OSegNet: Operational Segmentation Network for COVID-19 Detection using Chest X-ray Images
Aysen Degerli, Serkan Kiranyaz, Muhammad E. H. Chowdhury, Moncef Gabbouj
TL;DR
The study addresses the challenge of reliable COVID-19 detection from chest X-rays amid limited data by proposing OSegNet, an autoencoder-like network that segments COVID-19 pneumonia using a decoder built from Self-Organized Operational Neural Networks. It leverages an extended QaTa-COV19 dataset with ground-truth masks to train and evaluate segmentation and detection, employing a hybrid dice/focal loss and transfer-learning encoders (e.g., Inception-v3, DenseNet-121). Key findings show that OSegNet achieves state-of-the-art-like performance, with detection accuracy up to 99.65% and segmentation F2-scores up to 88.75% (best at Q=3), while reducing model depth and parameters relative to strong baselines. This work provides a large public benchmark and a segmentation-driven approach that improves reliability and interpretability for clinical COVID-19 diagnosis from CXRs.
Abstract
Coronavirus disease 2019 (COVID-19) has been diagnosed automatically using Machine Learning algorithms over chest X-ray (CXR) images. However, most of the earlier studies used Deep Learning models over scarce datasets bearing the risk of overfitting. Additionally, previous studies have revealed the fact that deep networks are not reliable for classification since their decisions may originate from irrelevant areas on the CXRs. Therefore, in this study, we propose Operational Segmentation Network (OSegNet) that performs detection by segmenting COVID-19 pneumonia for a reliable diagnosis. To address the data scarcity encountered in training and especially in evaluation, this study extends the largest COVID-19 CXR dataset: QaTa-COV19 with 121,378 CXRs including 9258 COVID-19 samples with their corresponding ground-truth segmentation masks that are publicly shared with the research community. Consequently, OSegNet has achieved a detection performance with the highest accuracy of 99.65% among the state-of-the-art deep models with 98.09% precision.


TASK TO CARRY OUT — Search the entries below for the word "with" and copy every line where it appears.

= = = = = = =

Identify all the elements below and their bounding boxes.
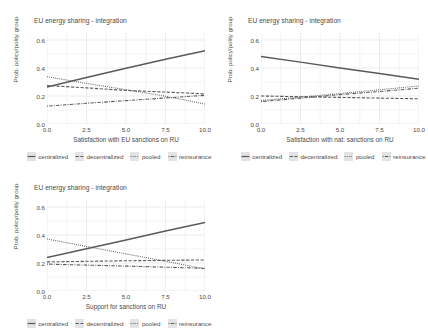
- x-tick-label: 7.5: [375, 126, 384, 133]
- y-tick-label: 0.2: [36, 93, 45, 100]
- y-tick-label: 0.6: [36, 37, 45, 44]
- legend-label: pooled: [356, 153, 375, 160]
- y-axis-title: Prob. policy/polity group: [12, 174, 19, 260]
- legend-item-centralized[interactable]: centralized: [27, 152, 68, 161]
- legend-label: pooled: [142, 153, 161, 160]
- plot-svg: [261, 33, 419, 124]
- legend-label: centralized: [38, 320, 68, 327]
- y-tick-label: 0.4: [36, 65, 45, 72]
- legend-item-reinsurance[interactable]: reinsurance: [382, 152, 426, 161]
- y-tick-label: 0.4: [36, 232, 45, 239]
- legend-item-pooled[interactable]: pooled: [130, 319, 160, 328]
- legend-label: reinsurance: [179, 320, 211, 327]
- y-tick-label: 0.2: [36, 260, 45, 267]
- legend-item-decentralized[interactable]: decentralized: [75, 152, 123, 161]
- plot-svg: [47, 33, 205, 124]
- y-axis-title: Prob. policy/polity group: [226, 7, 233, 93]
- chart-panel-3: EU energy sharing - integration Prob. po…: [0, 167, 214, 333]
- y-axis-title: Prob. policy/polity group: [12, 7, 19, 93]
- x-tick-label: 2.5: [82, 293, 91, 300]
- x-tick-label: 10.0: [413, 126, 425, 133]
- legend-label: centralized: [252, 153, 282, 160]
- x-axis-title: Support for sanctions on RU: [47, 303, 205, 310]
- legend-label: pooled: [142, 320, 161, 327]
- legend-key-reinsurance-icon: [168, 152, 177, 161]
- x-tick-label: 0.0: [257, 126, 266, 133]
- x-tick-label: 2.5: [296, 126, 305, 133]
- legend-label: reinsurance: [179, 153, 211, 160]
- legend-item-decentralized[interactable]: decentralized: [289, 152, 337, 161]
- x-axis-ticks: 0.02.55.07.510.0: [261, 126, 419, 136]
- y-tick-label: 0.6: [36, 204, 45, 211]
- x-tick-label: 10.0: [199, 293, 211, 300]
- legend-key-reinsurance-icon: [168, 319, 177, 328]
- x-tick-label: 5.0: [122, 293, 131, 300]
- plot-area: [261, 33, 419, 124]
- legend-item-pooled[interactable]: pooled: [130, 152, 160, 161]
- y-tick-label: 0.6: [250, 37, 259, 44]
- legend-item-decentralized[interactable]: decentralized: [75, 319, 123, 328]
- legend-key-pooled-icon: [344, 152, 353, 161]
- x-tick-label: 5.0: [336, 126, 345, 133]
- panel-title: EU energy sharing - integration: [34, 17, 127, 24]
- x-axis-title: Satisfaction with nat. sanctions on RU: [261, 136, 419, 143]
- plot-svg: [47, 200, 205, 291]
- legend-key-decentralized-icon: [75, 319, 84, 328]
- panel-title: EU energy sharing - integration: [34, 184, 127, 191]
- legend: centralizeddecentralizedpooledreinsuranc…: [24, 150, 214, 162]
- legend-item-centralized[interactable]: centralized: [27, 319, 68, 328]
- legend-key-pooled-icon: [130, 319, 139, 328]
- figure-panel-grid: EU energy sharing - integration Prob. po…: [0, 0, 428, 333]
- legend-label: decentralized: [87, 320, 124, 327]
- legend-key-pooled-icon: [130, 152, 139, 161]
- chart-panel-1: EU energy sharing - integration Prob. po…: [0, 0, 214, 166]
- legend-key-centralized-icon: [27, 152, 36, 161]
- y-axis-ticks: 0.00.20.40.6: [25, 33, 45, 124]
- legend-key-decentralized-icon: [75, 152, 84, 161]
- legend-item-reinsurance[interactable]: reinsurance: [168, 319, 212, 328]
- y-tick-label: 0.4: [250, 65, 259, 72]
- y-tick-label: 0.2: [250, 93, 259, 100]
- panel-title: EU energy sharing - integration: [248, 17, 341, 24]
- x-axis-title: Satisfaction with EU sanctions on RU: [47, 136, 205, 143]
- legend-key-centralized-icon: [241, 152, 250, 161]
- x-axis-ticks: 0.02.55.07.510.0: [47, 126, 205, 136]
- x-tick-label: 7.5: [161, 126, 170, 133]
- legend-label: centralized: [38, 153, 68, 160]
- plot-area: [47, 33, 205, 124]
- legend-key-decentralized-icon: [289, 152, 298, 161]
- y-axis-ticks: 0.00.20.40.6: [25, 200, 45, 291]
- legend-key-reinsurance-icon: [382, 152, 391, 161]
- y-axis-ticks: 0.00.20.40.6: [239, 33, 259, 124]
- legend-label: decentralized: [87, 153, 124, 160]
- legend-item-reinsurance[interactable]: reinsurance: [168, 152, 212, 161]
- plot-area: [47, 200, 205, 291]
- legend-key-centralized-icon: [27, 319, 36, 328]
- legend-item-centralized[interactable]: centralized: [241, 152, 282, 161]
- x-tick-label: 2.5: [82, 126, 91, 133]
- x-tick-label: 10.0: [199, 126, 211, 133]
- chart-panel-2: EU energy sharing - integration Prob. po…: [214, 0, 428, 166]
- legend: centralizeddecentralizedpooledreinsuranc…: [24, 317, 214, 329]
- x-tick-label: 5.0: [122, 126, 131, 133]
- x-axis-ticks: 0.02.55.07.510.0: [47, 293, 205, 303]
- legend-item-pooled[interactable]: pooled: [344, 152, 374, 161]
- legend: centralizeddecentralizedpooledreinsuranc…: [238, 150, 428, 162]
- legend-label: reinsurance: [393, 153, 425, 160]
- x-tick-label: 0.0: [43, 126, 52, 133]
- x-tick-label: 0.0: [43, 293, 52, 300]
- x-tick-label: 7.5: [161, 293, 170, 300]
- legend-label: decentralized: [301, 153, 338, 160]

= = = = = = =

ANSWER SPACE —
- x-axis-title: Satisfaction with nat. sanctions on RU: [261, 136, 419, 143]
- x-axis-title: Satisfaction with EU sanctions on RU: [47, 136, 205, 143]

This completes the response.